Are the Marines Landing on the Beach of a new Cold War?

Nothing quite says the start of a new war than Marines hitting the beach, so the news this week that the first of 2,500 Marines hit the beach in northwest Australia put some substance to the Obama administration’s declaration of a “pivot” to Asia.

The shift – refocusing U.S. foreign and military policy away from its fixation on the Middle East – is partly a public relations ploy, partly “strategic,” but there is also a cynical element: The national security establishment and big spenders yearn for an old school problem to tackle, one where classic geopolitics rule and Red is Red.  The only problem – the only problem? – is that declaring China the next enemy more likely makes it so.  And that’s idiotic.

The good news here is that after declaring its eternal commitment to Afghanistan and the terror war, the pivot can and should be read as the true desire on the part of the establishment to extricate the United States from the Middle East quagmire.  I’m not saying that the U.S. will give up on fighting terrorism or abandon Israel; the United States has declared everything from al Qaeda to the Arctic strategic and seems to be unable to have it any other way.  But the last big declaration of national military strategy — that everything was being dropped to focus singularly on counter-insurgency (COIN) and irregular warfare – seems to be in the process of being supplanted.  Not only didn’t COIN sit well with many traditionalists, but it also didn’t provide enough script to engage the entire cast.  After all, how many ships and bombers are needed to muck about in the jungle?

So, the United States and Australia are beefing up their cooperation under the guise of joint exercises, and there’s even talk of stationing ships or submarines down under.  The Australian government assures its public that the U.S. won’t have permanent bases in the country, as if somehow that’s the issue.

Meanwhile, Guam is being stuffed with more air, naval, and Marine forces; and Japan is fully wired into the anti-North Korea-cum-China missile defense shield.  Military cooperation with Indonesia is on the rise; the Singapore Defense Minister is in Washington this week; a submarine and tender are publicly in port in Malaysia.  Other Asian nations are being enlisted in the nascent efforts to “contain” China.

There’s a scene is George Bush the elder’s book with Brent Scowcroft – A World Transformed – where the two end their chapter on Desert Storm, the first war with Iraq under Saddam Hussein in 1990-1991: after only four days of ground combat, the Republican Guards have been routed, a ceasefire has been agreed to at Safwan, the coalition has triumphed.  The next chapter gets back to the situation in a crumbling Soviet Union, and it is abundantly clear that the two couldn’t wait to get off their Middle East detour and get back to the men’s work that they were so familiar with.

“The United States is a Pacific power, and we are here to stay,” President Obama declared last November when he visited Australia.  It is a declaration that has a feel of impatience for a president who came to office promising to get out of Iraq and Afghanistan and so many other things that he hasn’t been able to maneuver.

Here to stay is so much more homey and stable, and in the pivot to Asia – to China – Obama can collect together many happy allies:  In Washington, the Congress, think tanks, lobbyists, and opinion-shapers are all game.  The new cyber warriors can hardly wait to get to their keyboards.  In the U.S. military, there is a strong Pacific legacy and institutional bloc, even after 10 plus years of war they are far more powerful than the junior varsity at U.S. Central Command (CENTCOM), the rather unglamorous command headquarters stuck in Florida and under lock-down in Qatar.  Success at pivoting takes the heat off of the white hot poker of Iran.  It even disses those arrogant collective annoying do-gooders in Europe, making it clear that America is a global power while they are, as Rumsfeld once said, just old.  And in the public mind, though I can’t prove it, China – even if it might be confusing why we would pick a fight or militarize our relationship with them – represents a more dignified and clear-cut peer competitor.  The Middle East in contrast is so messy and unresolved.

One can write, almost without thinking twice, the words that the Asian-Pacific region offers greater threats and opportunities to American security (and economic) interests than do Iraq or Afghanistan.  Serious thinkers and armchair strategists are writing variations of this more and more frequently.  China’s nukes, China’s economy, China’s spreading influence beyond Asia; it’s all there the ingredients for a good-ole Cold War.

2 responses to “Are the Marines Landing on the Beach of a new Cold War?

  1. Pingback: Thursday trivia #55 | Paul's Down-Home Page

  2. With two sons in the Marines news of this reached me last fall. I knew the tide had shifted. After years of posturing with Korea and China it was only a matter of time. The Marines don’t get sent in anywhere unless the US means business. Even if this is just posturing (as my oldest Marine stated) it’s going to ruffle the feathers of those in power over there and may prompt something we “really” didn’t want to get into.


→ Requirement:
Quote the records that follow in full and exactly; leave out the pictures.

Top of Data for this task

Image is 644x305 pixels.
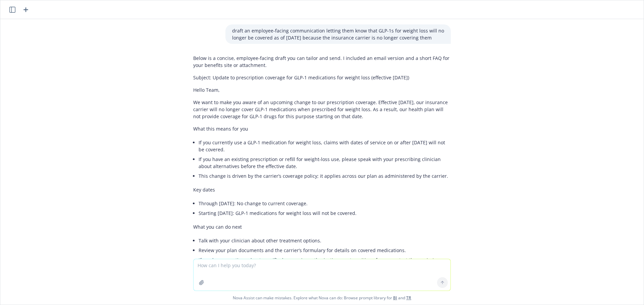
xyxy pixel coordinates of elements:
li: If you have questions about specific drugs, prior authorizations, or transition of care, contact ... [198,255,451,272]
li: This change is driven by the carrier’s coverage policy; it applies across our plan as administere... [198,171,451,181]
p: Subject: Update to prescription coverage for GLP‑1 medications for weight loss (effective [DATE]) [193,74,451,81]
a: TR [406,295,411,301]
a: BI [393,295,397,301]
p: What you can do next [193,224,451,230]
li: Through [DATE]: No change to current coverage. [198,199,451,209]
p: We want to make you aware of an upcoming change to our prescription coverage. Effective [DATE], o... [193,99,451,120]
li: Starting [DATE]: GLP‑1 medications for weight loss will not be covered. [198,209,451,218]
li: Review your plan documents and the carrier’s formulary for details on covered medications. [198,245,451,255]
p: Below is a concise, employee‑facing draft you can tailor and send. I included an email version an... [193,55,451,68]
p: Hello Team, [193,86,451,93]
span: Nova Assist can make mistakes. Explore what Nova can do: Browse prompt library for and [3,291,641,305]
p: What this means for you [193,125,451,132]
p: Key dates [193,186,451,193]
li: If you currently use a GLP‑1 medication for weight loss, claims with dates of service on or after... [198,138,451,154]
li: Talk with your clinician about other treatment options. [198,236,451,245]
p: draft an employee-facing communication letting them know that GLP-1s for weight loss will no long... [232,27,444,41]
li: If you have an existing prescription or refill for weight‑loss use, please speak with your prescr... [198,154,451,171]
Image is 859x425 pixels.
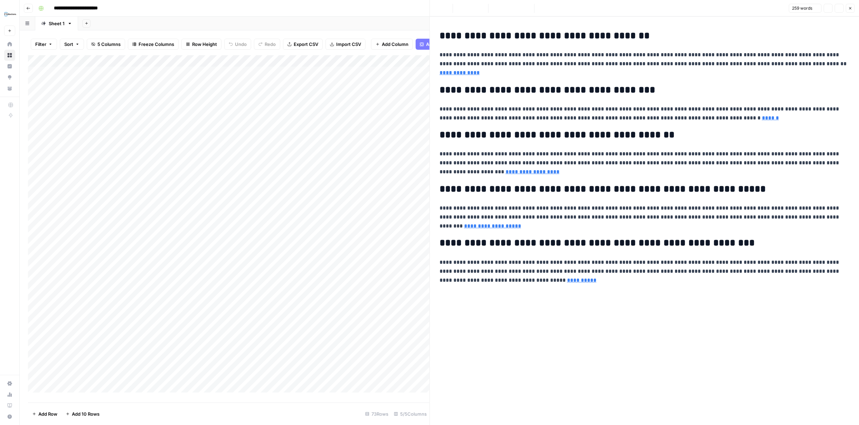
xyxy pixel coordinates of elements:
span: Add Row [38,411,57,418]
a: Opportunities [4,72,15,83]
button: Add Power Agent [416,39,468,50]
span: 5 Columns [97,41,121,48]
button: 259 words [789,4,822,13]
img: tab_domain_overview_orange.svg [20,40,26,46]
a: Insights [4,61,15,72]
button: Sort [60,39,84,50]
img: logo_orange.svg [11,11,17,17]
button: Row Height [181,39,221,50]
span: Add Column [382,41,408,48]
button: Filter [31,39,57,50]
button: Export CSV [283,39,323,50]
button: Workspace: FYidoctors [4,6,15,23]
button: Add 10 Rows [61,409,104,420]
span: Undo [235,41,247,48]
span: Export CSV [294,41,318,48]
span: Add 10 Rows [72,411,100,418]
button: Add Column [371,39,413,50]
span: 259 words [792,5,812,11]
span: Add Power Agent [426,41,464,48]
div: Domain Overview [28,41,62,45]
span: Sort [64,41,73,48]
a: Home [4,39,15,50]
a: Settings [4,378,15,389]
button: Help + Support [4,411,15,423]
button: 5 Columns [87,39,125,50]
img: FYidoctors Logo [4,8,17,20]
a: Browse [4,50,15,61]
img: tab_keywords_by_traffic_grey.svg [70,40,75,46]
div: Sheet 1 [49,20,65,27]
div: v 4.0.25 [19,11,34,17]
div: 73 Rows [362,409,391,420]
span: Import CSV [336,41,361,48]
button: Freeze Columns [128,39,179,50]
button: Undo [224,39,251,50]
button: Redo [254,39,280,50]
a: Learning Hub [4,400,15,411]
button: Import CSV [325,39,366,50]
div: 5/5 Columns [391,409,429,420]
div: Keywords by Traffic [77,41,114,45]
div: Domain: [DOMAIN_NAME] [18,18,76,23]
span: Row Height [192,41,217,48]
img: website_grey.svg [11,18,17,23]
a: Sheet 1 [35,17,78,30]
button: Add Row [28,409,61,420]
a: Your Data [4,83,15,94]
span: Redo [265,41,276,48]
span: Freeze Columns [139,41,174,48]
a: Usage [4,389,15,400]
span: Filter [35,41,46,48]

Bottom of Data for this task

→ Result below:
Image is 644x305 pixels.
xyxy pixel coordinates of elements:
li: If you have questions about specific drugs, prior authorizations, or transition of care, contact ... [198,255,451,272]
li: This change is driven by the carrier’s coverage policy; it applies across our plan as administere... [198,171,451,181]
p: Subject: Update to prescription coverage for GLP‑1 medications for weight loss (effective [DATE]) [193,74,451,81]
a: TR [406,295,411,301]
a: BI [393,295,397,301]
p: What you can do next [193,224,451,230]
li: Through [DATE]: No change to current coverage. [198,199,451,209]
p: We want to make you aware of an upcoming change to our prescription coverage. Effective [DATE], o... [193,99,451,120]
li: Starting [DATE]: GLP‑1 medications for weight loss will not be covered. [198,209,451,218]
li: Review your plan documents and the carrier’s formulary for details on covered medications. [198,245,451,255]
p: Below is a concise, employee‑facing draft you can tailor and send. I included an email version an... [193,55,451,68]
p: Hello Team, [193,86,451,93]
span: Nova Assist can make mistakes. Explore what Nova can do: Browse prompt library for and [3,291,641,305]
p: What this means for you [193,125,451,132]
p: Key dates [193,186,451,193]
li: If you currently use a GLP‑1 medication for weight loss, claims with dates of service on or after... [198,138,451,154]
li: Talk with your clinician about other treatment options. [198,236,451,245]
p: draft an employee-facing communication letting them know that GLP-1s for weight loss will no long... [232,27,444,41]
li: If you have an existing prescription or refill for weight‑loss use, please speak with your prescr... [198,154,451,171]
Image is 859x425 pixels.
xyxy pixel coordinates of elements:
span: Add Row [38,411,57,418]
a: Opportunities [4,72,15,83]
button: Add Power Agent [416,39,468,50]
span: 5 Columns [97,41,121,48]
button: 259 words [789,4,822,13]
img: tab_domain_overview_orange.svg [20,40,26,46]
a: Insights [4,61,15,72]
button: Sort [60,39,84,50]
img: logo_orange.svg [11,11,17,17]
button: Row Height [181,39,221,50]
span: Add Column [382,41,408,48]
button: Filter [31,39,57,50]
button: Export CSV [283,39,323,50]
button: Workspace: FYidoctors [4,6,15,23]
button: Add 10 Rows [61,409,104,420]
span: Undo [235,41,247,48]
span: Export CSV [294,41,318,48]
span: Add 10 Rows [72,411,100,418]
button: Add Column [371,39,413,50]
span: 259 words [792,5,812,11]
span: Add Power Agent [426,41,464,48]
div: Domain Overview [28,41,62,45]
span: Sort [64,41,73,48]
a: Home [4,39,15,50]
a: Settings [4,378,15,389]
button: Help + Support [4,411,15,423]
button: 5 Columns [87,39,125,50]
img: FYidoctors Logo [4,8,17,20]
a: Browse [4,50,15,61]
img: tab_keywords_by_traffic_grey.svg [70,40,75,46]
div: Sheet 1 [49,20,65,27]
div: v 4.0.25 [19,11,34,17]
div: 73 Rows [362,409,391,420]
span: Import CSV [336,41,361,48]
button: Freeze Columns [128,39,179,50]
button: Undo [224,39,251,50]
button: Redo [254,39,280,50]
a: Learning Hub [4,400,15,411]
button: Import CSV [325,39,366,50]
div: 5/5 Columns [391,409,429,420]
div: Keywords by Traffic [77,41,114,45]
div: Domain: [DOMAIN_NAME] [18,18,76,23]
span: Row Height [192,41,217,48]
img: website_grey.svg [11,18,17,23]
a: Sheet 1 [35,17,78,30]
button: Add Row [28,409,61,420]
a: Your Data [4,83,15,94]
span: Redo [265,41,276,48]
span: Freeze Columns [139,41,174,48]
a: Usage [4,389,15,400]
span: Filter [35,41,46,48]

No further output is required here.